I just finished reading a number of articles written by Lincoln Steffens. Briefly, Lincoln Steffens was a journalist at the beginning of the 20th Century who wrote stunning exposes on corruption in city and state government. He wrote for a number of magazines and newspapers, one of the famous being McClure's which these articles I refer to appeared in.
To get accountability, transparency, and openness of government was definitely no easy task for the public in the early 1900's. Some people today would say its the same, "no easy task".
I read Tweed Days in St. Louis, Pittsburgh: A City Ashamed, and Rhode Island: A State for Sale among others.

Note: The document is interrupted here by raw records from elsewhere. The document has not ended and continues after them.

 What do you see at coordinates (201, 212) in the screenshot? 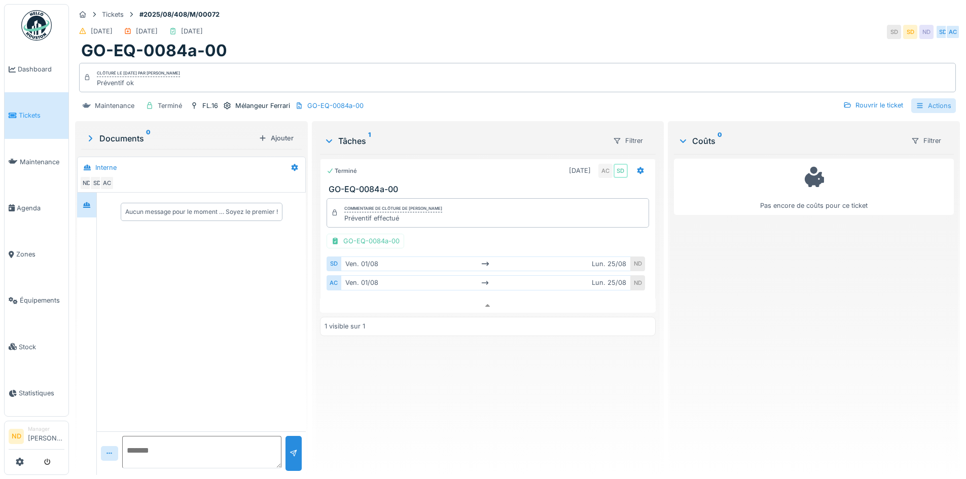
I see `div: Aucun message pour le moment … Soyez le premier !` at bounding box center [201, 212]. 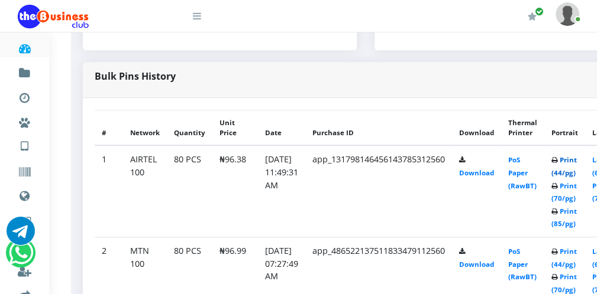 I want to click on a: Cable TV, Electricity, so click(x=24, y=220).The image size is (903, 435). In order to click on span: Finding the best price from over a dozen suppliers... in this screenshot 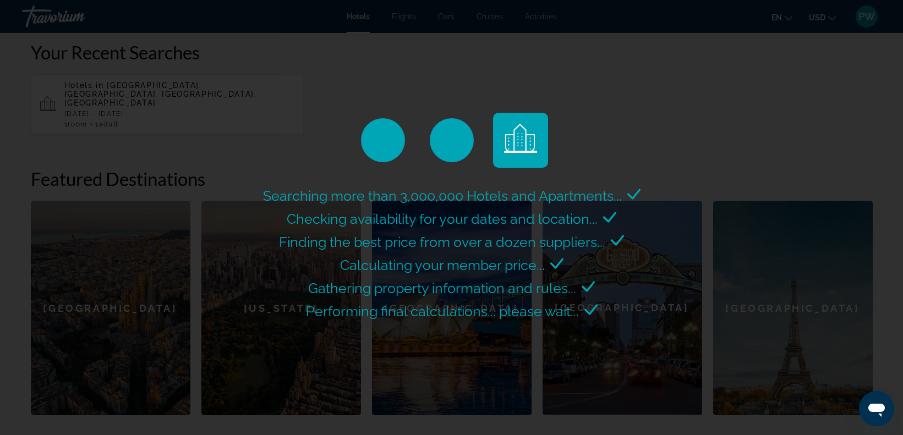, I will do `click(442, 242)`.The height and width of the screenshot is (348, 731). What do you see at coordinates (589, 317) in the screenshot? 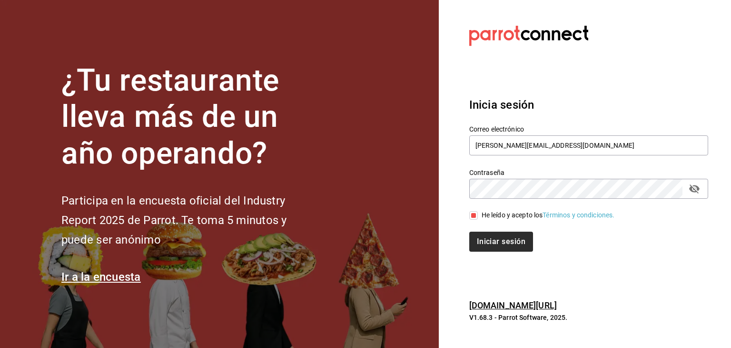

But I was struck by the one he did entitled, the Shame of Minneapolis.
"Minneapolis is a New England town on the upper Mississippi. The metropolis of the Northwest, it is the metropolis also of Norway and Sweden in America. Indeed, it is the second largest Scandinavian city in the world." is how Steffens describes the largest city in Minnesota in 1903. There it was corruption and shenanigans in government at its best in Minneapolis.
Those events, behavior and people that Steffens describes 108 years ago can be parallel to today. Not to the extreme as characterized in the 1903 article, but favoritism, greed, opportunity, use and gain of money, bribery, look the other way when the law is broken, continues and exists in all forms of government presently.
By reading Steffens articles, it's reemphasized to me that transparency and accountability are not new issues with government. It has been a continuous fight between the public and the institution of government since our country's beginnings. The institution of government which is to serve the public.